Post 5

Baselines and the comparison contract

March 2026 | v12.2.6+ series

OpenClawBrain should compare itself against retrieval behaviors operators would plausibly use instead of hiding behind vague "AI memory" framing. The current published slice on /proof/ is narrow but concrete: 4 deterministic workflow queries scored with exact-target success.

That scope matters. These numbers are strong enough to compare mechanism-level baselines honestly; they are not broad enough to claim real OpenClaw workload wins yet. For that, the next rung is still recorded-session eval, then shadow traffic, then a narrow online rollout.

Current published baseline slice

BaselineWhy it mattersCurrent exact-target success
vector_topk Cold-start semantic retrieval floor with no workflow structure and no learned routing. 0/4
pointer_chase Simple deterministic traversal over explicit links. It checks whether a plain walk over stored pointers is already enough. 1/4
graph_prior_only Durable structure without learned routing. This is the "start useful fast" baseline. 2/4
learned The same memory layer after background learning has improved the runtime route policy. 4/4

The learning curve is the second half of the comparison. graph_prior_only stays flat at 2/4 across all 16 epochs, while learned first reaches 4/4 at epoch 14. That is the current concrete evidence for the product framing: useful from graph priors first, better later via background learning.

10-seed ground-zero comparison (March 2026)

The ground-zero harness scales the baseline comparison to 800 queries × 10 seeds with mid-run relation drift. Cost and accuracy now sit side by side:

BaselineAccuracyContext usedTraversal costWin rate vs full_brain
full_brain0.9723800800
vector_rag_rerank0.89014 0006 4001/10
vector_rag0.79668008000/10
heuristic_stateful0.79438008000/10

vector_rag_rerank is the nearest competitor but uses 5× the context and 8× the traversal cost for lower accuracy. full_brain wins in 10/10 seeds against vector_rag and heuristic_stateful, and 9/10 against vector_rag_rerank.

Why these baselines belong

QuestionWhy the answer matters
If vector_topk were already enough, why add a memory layer? Because a durable memory product should beat a plain semantic floor on workflow retrieval, not just rename it.
If pointer_chase were enough, why learn anything? Because deterministic link-following is a credible alternative for explicit workflows. It needs to be ruled in or out directly.
If graph_prior_only matched learned, why keep the learning path? Because the product claim is not just "there is a graph." It is "the graph helps immediately, and background learning improves later."

What the current comparison says honestly

What stronger comparison evidence looks like

StageUseStill too weak for broad product claims?
Current deterministic workflow proof Mechanism proof on one fixed, reproducible query slice Yes
Offline recorded-session eval Head-to-head on the same workload Stronger, but still not live
Shadow traffic Real OpenClaw traffic with side-by-side scoring Often enough for narrow claims
Narrow online rollout Operational decision support Best basis for public product claims

Comparison discipline

Packaged proof boundary: /proof/. Reproduction steps: docs/reproduce-eval.md. Turn-level artifact contract: docs/worked-example.md.

Next: Post 6 on brain-first OpenClaw integration.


The job is to find each line of the records below that includes the word "chart" and copy it.

--- SOURCE DATA Enclosed Below ---

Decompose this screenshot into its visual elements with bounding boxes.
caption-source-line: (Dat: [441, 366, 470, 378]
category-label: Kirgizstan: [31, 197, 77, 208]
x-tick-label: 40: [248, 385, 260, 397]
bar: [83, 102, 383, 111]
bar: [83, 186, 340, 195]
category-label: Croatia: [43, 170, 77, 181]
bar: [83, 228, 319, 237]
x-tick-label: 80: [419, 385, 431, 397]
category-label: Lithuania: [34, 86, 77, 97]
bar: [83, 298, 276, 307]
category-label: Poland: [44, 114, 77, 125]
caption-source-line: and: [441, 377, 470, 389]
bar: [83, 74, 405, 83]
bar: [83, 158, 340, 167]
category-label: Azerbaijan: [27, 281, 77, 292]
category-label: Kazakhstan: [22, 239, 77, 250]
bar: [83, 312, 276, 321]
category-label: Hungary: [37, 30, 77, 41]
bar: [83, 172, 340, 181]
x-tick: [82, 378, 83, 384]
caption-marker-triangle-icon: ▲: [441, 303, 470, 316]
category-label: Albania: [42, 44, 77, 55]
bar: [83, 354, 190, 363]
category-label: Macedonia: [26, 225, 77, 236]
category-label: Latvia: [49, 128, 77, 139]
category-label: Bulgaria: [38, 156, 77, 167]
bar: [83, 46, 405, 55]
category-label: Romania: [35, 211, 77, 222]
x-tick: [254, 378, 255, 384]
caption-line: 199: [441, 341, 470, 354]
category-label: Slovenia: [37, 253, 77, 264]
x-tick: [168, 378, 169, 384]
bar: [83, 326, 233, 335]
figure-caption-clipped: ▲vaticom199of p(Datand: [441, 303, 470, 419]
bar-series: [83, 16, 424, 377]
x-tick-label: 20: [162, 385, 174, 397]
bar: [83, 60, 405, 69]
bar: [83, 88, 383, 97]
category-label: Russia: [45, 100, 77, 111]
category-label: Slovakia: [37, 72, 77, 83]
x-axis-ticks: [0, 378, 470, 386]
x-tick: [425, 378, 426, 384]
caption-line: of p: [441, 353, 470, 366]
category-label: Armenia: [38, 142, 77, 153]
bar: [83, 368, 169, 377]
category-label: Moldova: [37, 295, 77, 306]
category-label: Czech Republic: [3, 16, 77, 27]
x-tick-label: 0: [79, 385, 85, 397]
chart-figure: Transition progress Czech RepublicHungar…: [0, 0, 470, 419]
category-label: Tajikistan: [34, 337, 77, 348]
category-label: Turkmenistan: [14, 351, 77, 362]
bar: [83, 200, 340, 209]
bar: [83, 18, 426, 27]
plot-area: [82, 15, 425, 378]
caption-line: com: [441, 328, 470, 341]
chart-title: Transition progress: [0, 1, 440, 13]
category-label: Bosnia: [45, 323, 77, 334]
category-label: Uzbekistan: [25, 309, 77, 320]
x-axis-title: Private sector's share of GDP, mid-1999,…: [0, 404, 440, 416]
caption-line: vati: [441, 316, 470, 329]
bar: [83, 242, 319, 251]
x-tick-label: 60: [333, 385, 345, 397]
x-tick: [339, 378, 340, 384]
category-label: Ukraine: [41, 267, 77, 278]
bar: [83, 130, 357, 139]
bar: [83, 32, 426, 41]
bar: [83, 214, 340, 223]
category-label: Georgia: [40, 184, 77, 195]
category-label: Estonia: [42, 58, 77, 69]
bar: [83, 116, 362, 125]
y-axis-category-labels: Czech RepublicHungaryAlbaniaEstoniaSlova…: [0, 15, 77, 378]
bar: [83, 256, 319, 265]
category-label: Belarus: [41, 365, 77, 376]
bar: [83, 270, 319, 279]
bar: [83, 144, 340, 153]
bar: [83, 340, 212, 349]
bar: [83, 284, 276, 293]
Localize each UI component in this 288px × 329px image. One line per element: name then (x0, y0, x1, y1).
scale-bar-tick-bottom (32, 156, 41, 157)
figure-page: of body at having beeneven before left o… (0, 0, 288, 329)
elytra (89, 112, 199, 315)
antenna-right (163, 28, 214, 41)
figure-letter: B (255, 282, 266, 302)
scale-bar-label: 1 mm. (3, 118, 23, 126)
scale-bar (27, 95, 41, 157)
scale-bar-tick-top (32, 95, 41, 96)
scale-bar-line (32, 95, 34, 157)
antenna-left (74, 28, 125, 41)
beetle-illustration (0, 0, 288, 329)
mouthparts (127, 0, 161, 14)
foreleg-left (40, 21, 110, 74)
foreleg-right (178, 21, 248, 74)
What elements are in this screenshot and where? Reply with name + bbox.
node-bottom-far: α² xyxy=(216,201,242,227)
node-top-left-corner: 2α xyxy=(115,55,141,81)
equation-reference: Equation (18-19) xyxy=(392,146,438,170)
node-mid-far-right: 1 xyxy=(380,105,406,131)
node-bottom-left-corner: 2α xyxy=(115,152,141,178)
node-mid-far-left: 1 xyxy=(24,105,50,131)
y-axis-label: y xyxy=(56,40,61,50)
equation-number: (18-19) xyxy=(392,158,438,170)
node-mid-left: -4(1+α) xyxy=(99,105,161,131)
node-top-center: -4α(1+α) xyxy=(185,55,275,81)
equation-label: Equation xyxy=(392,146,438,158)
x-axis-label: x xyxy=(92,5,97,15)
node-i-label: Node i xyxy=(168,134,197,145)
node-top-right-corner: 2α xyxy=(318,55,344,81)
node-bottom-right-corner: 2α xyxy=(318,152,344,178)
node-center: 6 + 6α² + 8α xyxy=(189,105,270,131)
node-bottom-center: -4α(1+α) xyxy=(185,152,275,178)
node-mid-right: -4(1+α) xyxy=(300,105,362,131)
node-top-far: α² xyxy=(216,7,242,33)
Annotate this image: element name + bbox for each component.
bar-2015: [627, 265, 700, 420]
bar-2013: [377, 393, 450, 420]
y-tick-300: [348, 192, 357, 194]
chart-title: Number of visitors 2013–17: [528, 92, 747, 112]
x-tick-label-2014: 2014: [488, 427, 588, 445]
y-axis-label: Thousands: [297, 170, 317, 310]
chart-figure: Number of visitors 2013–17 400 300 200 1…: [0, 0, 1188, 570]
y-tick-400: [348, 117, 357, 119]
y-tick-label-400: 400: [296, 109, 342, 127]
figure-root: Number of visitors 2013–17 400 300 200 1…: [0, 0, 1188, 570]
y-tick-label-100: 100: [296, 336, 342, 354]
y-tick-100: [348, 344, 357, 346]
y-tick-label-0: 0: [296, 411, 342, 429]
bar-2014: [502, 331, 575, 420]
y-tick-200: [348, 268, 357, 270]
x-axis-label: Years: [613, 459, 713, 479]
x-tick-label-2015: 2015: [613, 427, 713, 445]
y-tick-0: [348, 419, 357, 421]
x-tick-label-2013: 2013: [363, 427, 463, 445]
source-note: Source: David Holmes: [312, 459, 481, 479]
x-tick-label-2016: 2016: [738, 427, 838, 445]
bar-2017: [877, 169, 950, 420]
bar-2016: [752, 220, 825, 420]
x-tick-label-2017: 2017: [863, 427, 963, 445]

--- End of Enclosed SOURCE DATA ---

→ WRITTEN RESPONSE:
chart-figure: Transition progress Czech RepublicHungar…: [0, 0, 470, 419]
chart-title: Transition progress: [0, 1, 440, 13]
chart-title: Number of visitors 2013–17: [528, 92, 747, 112]
chart-figure: Number of visitors 2013–17 400 300 200 1…: [0, 0, 1188, 570]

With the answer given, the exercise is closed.